(WORK TO COMPLETE) Restrict the output to the lines below starting at the one that contains "The height and width of the screenshot is (410, 980)." and ending at the one that contains "Task: Click on the db-sort-button: ZA", and restate them word for word, both ends included.
-------
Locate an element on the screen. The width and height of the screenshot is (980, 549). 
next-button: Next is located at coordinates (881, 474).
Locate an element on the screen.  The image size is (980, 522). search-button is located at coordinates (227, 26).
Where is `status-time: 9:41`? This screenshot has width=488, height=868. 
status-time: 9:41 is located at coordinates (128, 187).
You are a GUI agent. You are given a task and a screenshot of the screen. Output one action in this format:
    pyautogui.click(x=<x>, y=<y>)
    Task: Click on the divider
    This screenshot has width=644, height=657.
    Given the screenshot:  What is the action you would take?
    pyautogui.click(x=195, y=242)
-------
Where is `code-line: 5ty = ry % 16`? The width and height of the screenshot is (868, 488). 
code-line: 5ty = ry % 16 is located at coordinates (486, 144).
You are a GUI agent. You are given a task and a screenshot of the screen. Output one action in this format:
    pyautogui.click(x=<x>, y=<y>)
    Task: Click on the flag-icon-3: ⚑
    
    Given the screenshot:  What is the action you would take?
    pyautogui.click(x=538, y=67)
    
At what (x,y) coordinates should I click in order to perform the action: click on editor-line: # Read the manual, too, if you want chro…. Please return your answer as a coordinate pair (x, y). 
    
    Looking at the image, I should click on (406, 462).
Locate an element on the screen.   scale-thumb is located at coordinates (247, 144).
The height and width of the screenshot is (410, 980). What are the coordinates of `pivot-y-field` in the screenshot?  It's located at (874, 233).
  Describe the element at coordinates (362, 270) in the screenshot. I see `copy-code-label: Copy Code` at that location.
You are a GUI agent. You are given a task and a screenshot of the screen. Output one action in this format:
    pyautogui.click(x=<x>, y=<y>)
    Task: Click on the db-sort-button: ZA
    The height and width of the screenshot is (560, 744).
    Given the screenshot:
-------
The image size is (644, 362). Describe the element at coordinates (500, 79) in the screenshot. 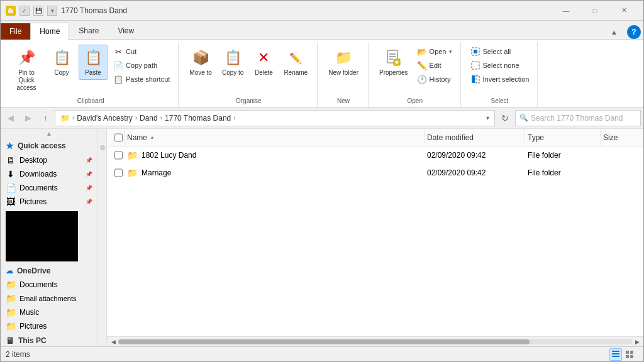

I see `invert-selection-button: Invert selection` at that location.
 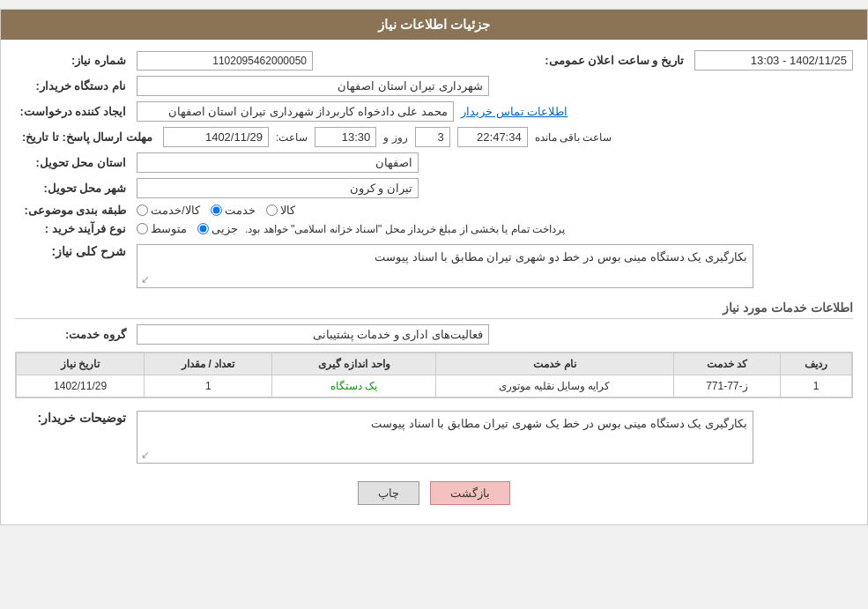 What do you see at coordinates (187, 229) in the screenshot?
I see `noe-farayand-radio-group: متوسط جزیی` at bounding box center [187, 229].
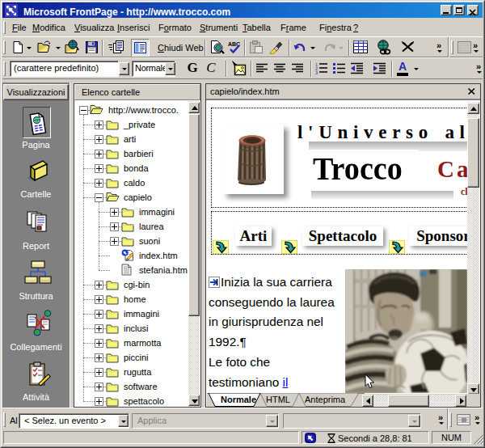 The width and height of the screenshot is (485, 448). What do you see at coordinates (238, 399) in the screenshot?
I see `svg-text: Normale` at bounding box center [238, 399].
-------
(RESPONSE TO THIS TASK)
The height and width of the screenshot is (410, 980). What are the coordinates of `pivot-y-field` in the screenshot?  It's located at (874, 233).
  Describe the element at coordinates (362, 270) in the screenshot. I see `copy-code-label: Copy Code` at that location.
You are a GUI agent. You are given a task and a screenshot of the screen. Output one action in this format:
    pyautogui.click(x=<x>, y=<y>)
    Task: Click on the db-sort-button: ZA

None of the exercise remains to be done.